Blindly/ Claudio Magris (Yale/Margellos)
Almost a travel diary in the vein of Sebald, this European masterpiece finally gets an English translation.  As a bonus, the production values and design of the Margellos World Republic of Letters series is so sumptuous I’d definitely be collecting them all as a civilian.






The Zelmenyaners: A Family Saga/ Moyshe Kulbak (Yale)
First English translation of a zany classic of Yiddish fiction.  The fact that Stalin had him shot makes it poignant.  Set in Minsk, where I once spent a night!  Long story.
An artist who was obsessed with the everyday, an intriguing man and a beautiful book.








 Carrie Mae Weems:Three Decades of Photography (Yale)
Mesmerizing images of African-American life by an accomplished, under-appreciated artist.








House photography from middle class magazines like Sunset and Better Homes and Gardens with a mid-century modern, southern California vibe.  This stuff is like candy.




How could you resist the subtitle alone?  A potter, an anti-colonial crusader, a dissenter.  A fascinating biography, three lives in one.
Clever contemporary Canadian artists presented in a sort of travel guide format, with smart literary introductions.  So much to like here.
A confounding but oddly appealing contemporary French artist.  One of his works- “A Journey That Wasn’t”- documents an attempt to find a rare albino penguin in Antarctica, and re-stages it as a musical on the Central Park ice rink. 




Memory/ed.

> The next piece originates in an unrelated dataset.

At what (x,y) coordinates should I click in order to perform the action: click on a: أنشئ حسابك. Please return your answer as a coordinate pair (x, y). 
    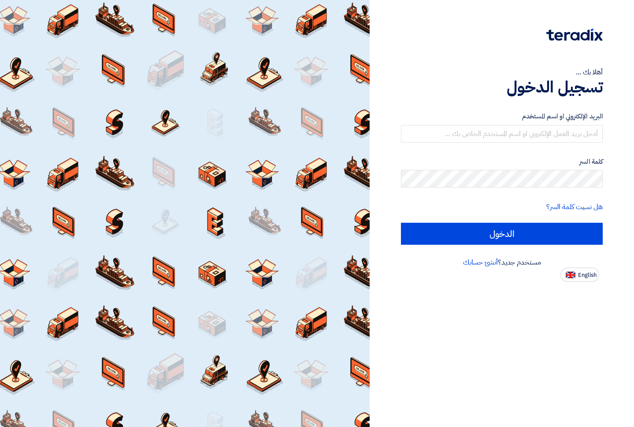
    Looking at the image, I should click on (480, 263).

Ian Farr (MIT)
These Documents of Contemporary Art books would be my downfall if I had to buy them all.  The series is irresistible in every way.








The Uprising: On Poetry and Finance/ Franco “Bifo” Berardi (MIT/semiotext(e))
Even aside from the allure of a handle like “Bifo,” I am drawn to any and all critiques of the insane austerity hallucination to which we’re being subjected.  These minimalist Interventions books are swell.  But I might be their target audience and I wonder if there are enough of me.
One of the great Zone titles of recent vintage, this clever, McSweenysesque writer asks and answers the question “Why is there no Norton Anthology of Paperwork?”






10 PrintCHR$(205.5+RND(1));: GOTO 10/ Nick Montfort et al (MIT)
Yes, that’s the title, but it’s OK to call it Ten Print.  It’s a microhistory and deep reading of one iconic line of computer code.  And it asks what it meant for a computer to create a maze in 1982.  Believe it or not, I think that sounds pretty compelling.






How to be Gay/ David M. Halperin (Harvard)
Though I’m afraid I don’t live up to the author’s criteria, I love his passionate argument that there’s more to gay rights than marriage and military.
Two incredible lives from a time when anarchism was synonymous with social justice.
A chronicle of Wilde’s 15,000 mile speaking tour across the continent, as told by an excellent British writer.







On Glasgow andEdinburgh/ Robert Crawford (Harvard)
Alright, I’d be on the fence about actually buying it.  I’d pick it up and put it down in several bookstores before finally succumbing.  City biographies are one of my weaknesses and Harvard hasn’t done a bad one.








Emma: An Annotated edition/ Jane Austen, ed. Bharat Tandon (Harvard)
Some of the most beautiful book-making I’ve seen, and such a treat to be associated with these.  I’d absolutely collect them all.
I wouldn’t normally be drawn to a book like this but given the mess we’re in, it wouldn’t hurt to know something about where hedge funds came from.  It’s surprising to learn that protecting trans-Atlantic shipments in 1800 from the risk of loss somehow grew into the contemporary financial service industry.  It’s a juicy, big idea book.
I’ve been haunted by the idea of Cold War ballistic missles scattered on farms throughout the Plains since seeing “The Day After.”  Remember when all the missiles in farmyards started launching?  This is the complicated and surprising back story.  Which isn’t over.





Alone in America: The Stories That Matter/ Robert A. Ferguson (Harvard)
True, I might wait for paperback.  But the more I dip into this survey of loneliness in American fiction, the more it calls out.  And the cover image is gorgeous.  And I do still buy books (and CD’s!) for the cover.
It’s mainly based on archival research but this is a superb study of how the waves of immigration have shaped the 20th century urban working class.  Bald is a great writer and an interesting documentary filmmaker.